For August 3, 2001                                                      Drummer Column, Gibbs, 745 words

 

 

Decade's Kids: (Part IV) It's up to YOU

 

 

     For the last three weeks I've been analyzing the role of teens in America from the 1950s through to the present. In closing, I'd like to examine today and then project forward.

     Let's first deal with the crucial issue of high-school violence, a relatively new phenomenon. Why now? Who's responsible? What's wrong?

     Kids can be mean to each other, especially in school, and they always have been. It begins with middle-school puberty and lasts into courtship. It's part of the awkward posturing and preening necessary in establishing a sexual pecking order. It doesn't help that teenage alienation has been increasing for forty-plus years. 

     It's important for kids to find a support group -- friends in similar socio-sexual categories -- for empathy and sympathy during these harsh times. The cruelty of teenage life is a given. The chance of finding friends is less certain. When exposed to cruelty without peer support, kids can lash out, sometimes violently. We read about the murderous assailant's frustration at being excluded, insulted, or jilted. Perhaps the aggregate message is this: "If we had felt love and acceptance, we would not have done these horrible things."

     Kids need affirmation from their peers, not us. Adults can be the most loving, caring people in the world, but that's not going to help a teen being putdown at an all-teen party.

     What can we do? We can instill tolerance and acceptance in our own children so that when the teasing begins, our child will be the one to stop it rather than perpetuate it. We can lead our own lives in ways that rekindle children's respect. We can't kill Hitler again, like the parent heroes of WWII, but we can be heroes in other ways. We can be driven by humanitarian issues as much as individual gain. We can spend more time with our families than we do with our jobs. We can expect the best of our children and show our approval profusely. We can fight for the good life -- a clean body, a clean environment, equality, human rights. We can fight for honesty in business and government. We can be strong, ethical, and virtuous. We can teach by example.

     Boy. That was easy to say.

     Beyond emulating perfection, what organized thing can we do? That's a tough one. Bringing back the malt shops of the 1950s won't cut it. Organizing a nation-wide "Teen Team Club" is risky because no matter how cool we make it, it will be rejected as adult-centric and cornball by many of our most at-risk teens. Kids want their social gatherings to be self-directed, natural and organic. 

     Individual groups and cities may succeed at creating teenage social events, but the crisis of congregation faces teens across the nation in every village. The solution should not be scattershot and left to chance. It needs to be across the board.

     Time to look at schools. Schools are the bittersweet national melting pot, loaded with potential and limitation. Schools are where we make life-long friends, and where teen violence focuses its bloody evil.

     Schools presently deal only with a segment of a person's day -- the time of work and learning. Leisure time, social time, fun time, play time, personal time all come outside of the schoolhouse walls.

     I'm yelling this: A place must exist where kids can congregate safely to relax, socialize, play, be themselves, and get personal. Either we create such places, or it's going to happen anyhow, unsafely and horribly fragmented.

     I know from personal experience there is a marked difference between most students who go home at 3 p.m. and those who stay after hours. Band members, club members, athletes, journalists, those who extend their social contacts beyond the normal day are more familial and caring about each other.

     When I take backpackers into the forest for a week, and they survive together -- working, learning, eating, helping, healing, playing, grooming, watching the stars, and sleeping as a group -- they are changed. They are different, different, different. The transformation is so obvious, so positive, so wonderful, that I know in my heart there are curative, restorative powers in the mix. I'm yelling again: YOU must help teens to live together.

     One solution for the future: more school -- second shift. No credentials required. Parents, mentors, and nice folk welcome. YOU are welcome. The curriculum: live, love, care, share, try, cry, have fun, and do onto others as YOU would have them do onto YOU.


## PROBLEM TO WORK ON
An unchanged copy of each entry below is needed; keep the pictures out of it.

------------

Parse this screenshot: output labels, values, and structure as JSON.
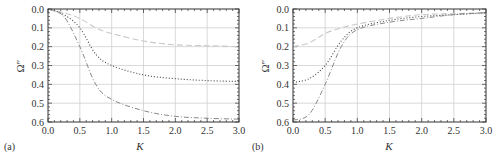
{
  "chart_data": [
    {
      "type": "line",
      "panel_label": "(a)",
      "xlabel": "K",
      "ylabel": "Ω″",
      "xlim": [
        0,
        3
      ],
      "ylim": [
        0.6,
        0.0
      ],
      "y_inverted": true,
      "grid": true,
      "x_ticks": [
        "0.0",
        "0.5",
        "1.0",
        "1.5",
        "2.0",
        "2.5",
        "3.0"
      ],
      "y_ticks": [
        "0.0",
        "0.1",
        "0.2",
        "0.3",
        "0.4",
        "0.5",
        "0.6"
      ],
      "x": [
        0,
        0.25,
        0.5,
        0.75,
        1.0,
        1.5,
        2.0,
        2.5,
        3.0
      ],
      "series": [
        {
          "name": "dashed",
          "style": "dashed",
          "values": [
            0,
            0.02,
            0.05,
            0.1,
            0.13,
            0.17,
            0.19,
            0.195,
            0.2
          ]
        },
        {
          "name": "dotted",
          "style": "dotted",
          "values": [
            0,
            0.03,
            0.1,
            0.24,
            0.3,
            0.35,
            0.37,
            0.38,
            0.385
          ]
        },
        {
          "name": "dash-dot",
          "style": "dashdot",
          "values": [
            0,
            0.04,
            0.2,
            0.4,
            0.48,
            0.54,
            0.57,
            0.58,
            0.585
          ]
        }
      ]
    },
    {
      "type": "line",
      "panel_label": "(b)",
      "xlabel": "K",
      "ylabel": "Ω″",
      "xlim": [
        0,
        3
      ],
      "ylim": [
        0.6,
        0.0
      ],
      "y_inverted": true,
      "grid": true,
      "x_ticks": [
        "0.0",
        "0.5",
        "1.0",
        "1.5",
        "2.0",
        "2.5",
        "3.0"
      ],
      "y_ticks": [
        "0.0",
        "0.1",
        "0.2",
        "0.3",
        "0.4",
        "0.5",
        "0.6"
      ],
      "x": [
        0,
        0.25,
        0.5,
        0.75,
        1.0,
        1.5,
        2.0,
        2.5,
        3.0
      ],
      "series": [
        {
          "name": "dashed",
          "style": "dashed",
          "values": [
            0.2,
            0.18,
            0.13,
            0.1,
            0.08,
            0.05,
            0.03,
            0.025,
            0.02
          ]
        },
        {
          "name": "dotted",
          "style": "dotted",
          "values": [
            0.39,
            0.37,
            0.3,
            0.17,
            0.1,
            0.06,
            0.04,
            0.03,
            0.02
          ]
        },
        {
          "name": "dash-dot",
          "style": "dashdot",
          "values": [
            0.59,
            0.56,
            0.4,
            0.2,
            0.11,
            0.07,
            0.05,
            0.03,
            0.02
          ]
        }
      ]
    }
  ],
  "panels": [
    {
      "label": "(a)",
      "xlabel": "K",
      "ylabel": "Ω″"
    },
    {
      "label": "(b)",
      "xlabel": "K",
      "ylabel": "Ω″"
    }
  ]
}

------------

## TASK ANSWER
Parse this screenshot: output labels, values, and structure as JSON.
{
  "chart_data": [
    {
      "type": "line",
      "panel_label": "(a)",
      "xlabel": "K",
      "ylabel": "Ω″",
      "xlim": [
        0,
        3
      ],
      "ylim": [
        0.6,
        0.0
      ],
      "y_inverted": true,
      "grid": true,
      "x_ticks": [
        "0.0",
        "0.5",
        "1.0",
        "1.5",
        "2.0",
        "2.5",
        "3.0"
      ],
      "y_ticks": [
        "0.0",
        "0.1",
        "0.2",
        "0.3",
        "0.4",
        "0.5",
        "0.6"
      ],
      "x": [
        0,
        0.25,
        0.5,
        0.75,
        1.0,
        1.5,
        2.0,
        2.5,
        3.0
      ],
      "series": [
        {
          "name": "dashed",
          "style": "dashed",
          "values": [
            0,
            0.02,
            0.05,
            0.1,
            0.13,
            0.17,
            0.19,
            0.195,
            0.2
          ]
        },
        {
          "name": "dotted",
          "style": "dotted",
          "values": [
            0,
            0.03,
            0.1,
            0.24,
            0.3,
            0.35,
            0.37,
            0.38,
            0.385
          ]
        },
        {
          "name": "dash-dot",
          "style": "dashdot",
          "values": [
            0,
            0.04,
            0.2,
            0.4,
            0.48,
            0.54,
            0.57,
            0.58,
            0.585
          ]
        }
      ]
    },
    {
      "type": "line",
      "panel_label": "(b)",
      "xlabel": "K",
      "ylabel": "Ω″",
      "xlim": [
        0,
        3
      ],
      "ylim": [
        0.6,
        0.0
      ],
      "y_inverted": true,
      "grid": true,
      "x_ticks": [
        "0.0",
        "0.5",
        "1.0",
        "1.5",
        "2.0",
        "2.5",
        "3.0"
      ],
      "y_ticks": [
        "0.0",
        "0.1",
        "0.2",
        "0.3",
        "0.4",
        "0.5",
        "0.6"
      ],
      "x": [
        0,
        0.25,
        0.5,
        0.75,
        1.0,
        1.5,
        2.0,
        2.5,
        3.0
      ],
      "series": [
        {
          "name": "dashed",
          "style": "dashed",
          "values": [
            0.2,
            0.18,
            0.13,
            0.1,
            0.08,
            0.05,
            0.03,
            0.025,
            0.02
          ]
        },
        {
          "name": "dotted",
          "style": "dotted",
          "values": [
            0.39,
            0.37,
            0.3,
            0.17,
            0.1,
            0.06,
            0.04,
            0.03,
            0.02
          ]
        },
        {
          "name": "dash-dot",
          "style": "dashdot",
          "values": [
            0.59,
            0.56,
            0.4,
            0.2,
            0.11,
            0.07,
            0.05,
            0.03,
            0.02
          ]
        }
      ]
    }
  ],
  "panels": [
    {
      "label": "(a)",
      "xlabel": "K",
      "ylabel": "Ω″"
    },
    {
      "label": "(b)",
      "xlabel": "K",
      "ylabel": "Ω″"
    }
  ]
}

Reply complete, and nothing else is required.